Thirty-Eight Years and Never First

Pool of BethesdaFrom the Gospel of John (English Standard Version from biblegateway.com):

After this there was a feast of the Jews, and Jesus went up to Jerusalem.

Now there is in Jerusalem by the Sheep Gate a pool, in Aramaic called Bethesda, which has five roofed colonnades.  In these lay a multitude of invalids—blind, lame, and paralyzed.  One man was there who had been an invalid for thirty-eight years.  When Jesus saw him lying there and knew that he had already been there a long time, he said to him, “Do you want to be healed?”  The sick man answered him, “Sir, I have no one to put me into the pool when the water is stirred up, and while I am going another steps down before me.”  Jesus said to him, “Get up, take up your bed, and walk.”  And at once the man was healed, and he took up his bed and walked.

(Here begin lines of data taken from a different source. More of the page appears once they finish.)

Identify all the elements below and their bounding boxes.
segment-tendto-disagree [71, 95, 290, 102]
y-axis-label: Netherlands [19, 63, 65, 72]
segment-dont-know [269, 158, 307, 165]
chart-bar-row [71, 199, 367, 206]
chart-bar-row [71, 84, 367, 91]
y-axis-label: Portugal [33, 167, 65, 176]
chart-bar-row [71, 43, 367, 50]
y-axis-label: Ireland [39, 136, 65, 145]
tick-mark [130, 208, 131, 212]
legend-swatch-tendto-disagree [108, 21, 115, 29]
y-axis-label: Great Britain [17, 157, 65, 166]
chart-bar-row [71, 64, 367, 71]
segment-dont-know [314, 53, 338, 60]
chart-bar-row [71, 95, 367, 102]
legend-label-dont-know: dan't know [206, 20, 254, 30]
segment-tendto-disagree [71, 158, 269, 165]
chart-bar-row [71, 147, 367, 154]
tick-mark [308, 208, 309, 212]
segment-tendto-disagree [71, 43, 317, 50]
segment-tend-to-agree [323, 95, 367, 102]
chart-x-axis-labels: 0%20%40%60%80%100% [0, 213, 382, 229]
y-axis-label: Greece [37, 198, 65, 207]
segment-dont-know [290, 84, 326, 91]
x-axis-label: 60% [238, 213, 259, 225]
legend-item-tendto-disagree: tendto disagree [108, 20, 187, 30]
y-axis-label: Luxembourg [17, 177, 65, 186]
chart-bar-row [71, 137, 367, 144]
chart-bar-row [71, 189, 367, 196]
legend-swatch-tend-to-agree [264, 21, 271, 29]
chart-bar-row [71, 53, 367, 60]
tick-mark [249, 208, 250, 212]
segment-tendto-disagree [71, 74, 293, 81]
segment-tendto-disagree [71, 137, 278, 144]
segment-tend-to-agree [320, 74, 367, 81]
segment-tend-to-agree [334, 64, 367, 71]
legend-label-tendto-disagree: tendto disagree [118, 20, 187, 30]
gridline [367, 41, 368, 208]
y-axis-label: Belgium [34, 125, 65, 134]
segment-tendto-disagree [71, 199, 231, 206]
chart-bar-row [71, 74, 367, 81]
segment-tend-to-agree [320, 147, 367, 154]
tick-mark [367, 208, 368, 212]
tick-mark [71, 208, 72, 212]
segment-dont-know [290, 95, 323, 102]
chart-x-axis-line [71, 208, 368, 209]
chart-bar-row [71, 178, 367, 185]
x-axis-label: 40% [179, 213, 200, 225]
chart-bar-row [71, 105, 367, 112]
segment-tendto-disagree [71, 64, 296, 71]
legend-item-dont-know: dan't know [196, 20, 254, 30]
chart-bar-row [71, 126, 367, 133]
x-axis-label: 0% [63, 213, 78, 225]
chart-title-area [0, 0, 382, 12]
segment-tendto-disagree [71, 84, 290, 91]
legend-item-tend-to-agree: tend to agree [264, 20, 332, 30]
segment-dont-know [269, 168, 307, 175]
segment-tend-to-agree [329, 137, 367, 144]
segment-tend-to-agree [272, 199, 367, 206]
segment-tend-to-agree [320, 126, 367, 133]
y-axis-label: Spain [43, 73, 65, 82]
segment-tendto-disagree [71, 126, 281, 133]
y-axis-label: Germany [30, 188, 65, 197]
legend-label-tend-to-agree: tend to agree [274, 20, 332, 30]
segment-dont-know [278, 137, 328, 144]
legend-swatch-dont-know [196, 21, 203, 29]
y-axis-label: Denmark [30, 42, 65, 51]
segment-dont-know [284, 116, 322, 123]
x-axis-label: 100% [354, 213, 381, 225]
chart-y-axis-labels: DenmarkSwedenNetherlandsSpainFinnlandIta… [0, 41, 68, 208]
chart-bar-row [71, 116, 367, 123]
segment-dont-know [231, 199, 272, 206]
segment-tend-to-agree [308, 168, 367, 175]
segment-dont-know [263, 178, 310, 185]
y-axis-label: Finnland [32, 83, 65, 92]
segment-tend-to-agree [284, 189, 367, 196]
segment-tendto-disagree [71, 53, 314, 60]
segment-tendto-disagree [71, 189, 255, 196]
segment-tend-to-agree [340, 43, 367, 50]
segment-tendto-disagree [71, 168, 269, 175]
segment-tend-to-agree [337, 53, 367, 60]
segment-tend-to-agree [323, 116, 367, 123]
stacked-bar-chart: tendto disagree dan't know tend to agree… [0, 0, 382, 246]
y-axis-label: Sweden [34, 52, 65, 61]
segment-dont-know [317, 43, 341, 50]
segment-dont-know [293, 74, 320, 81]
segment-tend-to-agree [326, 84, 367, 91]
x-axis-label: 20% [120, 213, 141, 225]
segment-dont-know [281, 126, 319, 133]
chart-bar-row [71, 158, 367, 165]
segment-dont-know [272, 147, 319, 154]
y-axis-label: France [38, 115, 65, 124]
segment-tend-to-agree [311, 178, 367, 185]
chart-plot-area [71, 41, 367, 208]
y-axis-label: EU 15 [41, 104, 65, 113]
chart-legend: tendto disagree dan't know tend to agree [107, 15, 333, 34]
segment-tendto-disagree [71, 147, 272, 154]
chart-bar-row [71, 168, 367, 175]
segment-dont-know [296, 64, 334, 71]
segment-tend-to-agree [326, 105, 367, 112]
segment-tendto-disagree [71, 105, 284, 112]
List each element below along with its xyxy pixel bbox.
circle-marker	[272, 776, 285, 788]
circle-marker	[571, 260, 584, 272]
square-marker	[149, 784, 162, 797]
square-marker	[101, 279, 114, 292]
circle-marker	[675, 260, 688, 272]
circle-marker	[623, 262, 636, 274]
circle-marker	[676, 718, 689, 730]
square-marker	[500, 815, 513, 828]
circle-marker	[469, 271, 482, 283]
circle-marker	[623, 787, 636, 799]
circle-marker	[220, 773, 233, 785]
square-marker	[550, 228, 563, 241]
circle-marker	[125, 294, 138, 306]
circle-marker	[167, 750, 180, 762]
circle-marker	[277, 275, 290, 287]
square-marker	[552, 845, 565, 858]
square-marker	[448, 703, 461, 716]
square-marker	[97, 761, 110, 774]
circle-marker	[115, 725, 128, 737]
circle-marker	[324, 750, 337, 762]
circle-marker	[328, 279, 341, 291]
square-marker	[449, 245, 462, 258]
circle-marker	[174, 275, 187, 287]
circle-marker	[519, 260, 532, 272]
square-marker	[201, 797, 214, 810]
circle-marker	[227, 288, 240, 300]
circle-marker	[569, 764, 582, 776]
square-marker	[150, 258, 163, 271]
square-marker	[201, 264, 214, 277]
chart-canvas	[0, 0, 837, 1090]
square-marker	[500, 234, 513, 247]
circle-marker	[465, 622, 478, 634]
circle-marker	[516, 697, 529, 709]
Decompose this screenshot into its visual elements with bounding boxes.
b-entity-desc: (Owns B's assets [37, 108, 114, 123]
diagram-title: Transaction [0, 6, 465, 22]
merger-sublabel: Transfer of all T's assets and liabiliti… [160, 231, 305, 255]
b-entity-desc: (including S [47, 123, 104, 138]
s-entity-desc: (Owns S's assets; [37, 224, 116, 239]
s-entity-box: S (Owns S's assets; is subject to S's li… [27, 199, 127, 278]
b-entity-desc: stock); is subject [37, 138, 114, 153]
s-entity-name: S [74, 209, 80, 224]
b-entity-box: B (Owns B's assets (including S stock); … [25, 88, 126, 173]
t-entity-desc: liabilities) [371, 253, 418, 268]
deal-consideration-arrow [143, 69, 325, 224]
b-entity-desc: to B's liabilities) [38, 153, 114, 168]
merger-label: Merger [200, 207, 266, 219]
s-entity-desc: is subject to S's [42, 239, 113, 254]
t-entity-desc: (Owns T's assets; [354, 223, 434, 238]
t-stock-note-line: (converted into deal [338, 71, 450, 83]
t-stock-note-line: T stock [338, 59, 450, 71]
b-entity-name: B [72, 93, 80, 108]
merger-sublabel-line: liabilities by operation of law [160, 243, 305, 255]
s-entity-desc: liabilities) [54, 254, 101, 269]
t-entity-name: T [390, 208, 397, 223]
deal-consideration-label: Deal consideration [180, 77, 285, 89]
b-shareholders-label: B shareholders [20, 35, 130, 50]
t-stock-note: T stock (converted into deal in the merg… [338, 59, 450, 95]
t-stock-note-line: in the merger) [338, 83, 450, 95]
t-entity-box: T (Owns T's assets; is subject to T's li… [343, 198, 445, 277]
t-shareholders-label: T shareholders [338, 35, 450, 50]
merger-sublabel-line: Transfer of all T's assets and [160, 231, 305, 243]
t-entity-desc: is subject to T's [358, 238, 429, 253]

Now that day was the Sabbath.  So the Jews said to the man who had been healed, “It is the Sabbath, and it is not lawful for you to take up your bed.”  But he answered them, “The man who healed me, that man said to me, ‘Take up your bed, and walk.’  They asked him, “Who is the man who said to you, ‘Take up your bed and walk’?”  Now the man who had been healed did not know who it was, for Jesus had withdrawn, as there was a crowd in the place.  Afterward Jesus found him in the temple and said to him,“See, you are well! Sin no more, that nothing worse may happen to you.”  The man went away and told the Jews that it was Jesus who had healed him.  And this was why the Jews were persecuting Jesus, because he was doing these things on the Sabbath.  But Jesus answered them, “My Father is working until now, and I am working.”

A lot going on in this passage, this Wednesday’s Gospel reading for Lent.  The strange practice at the pool of Bethesda, the compassion of Jesus, the ambiguous actions of the healed man, the religious leaders starting their opposition to Jesus, the Son’s articulation of His connection with the Father.  I also found the evening prayers for Wednesday night quite fitting to the topic of the week.

O God, you so loved the world that you gave your only-begotten Son to reconcile earth with heaven: Grant that we, loving you above all things, may love our friends in you, and our enemies for your sake . . .

and

O God, you manifest in your servants the signs of your presence: Send forth upon us the spirit of love, that in companionship with one another your abounding grace may increase among . . . 

Amen and amen.

This entry was posted in Commonplace Book. Bookmark the permalink.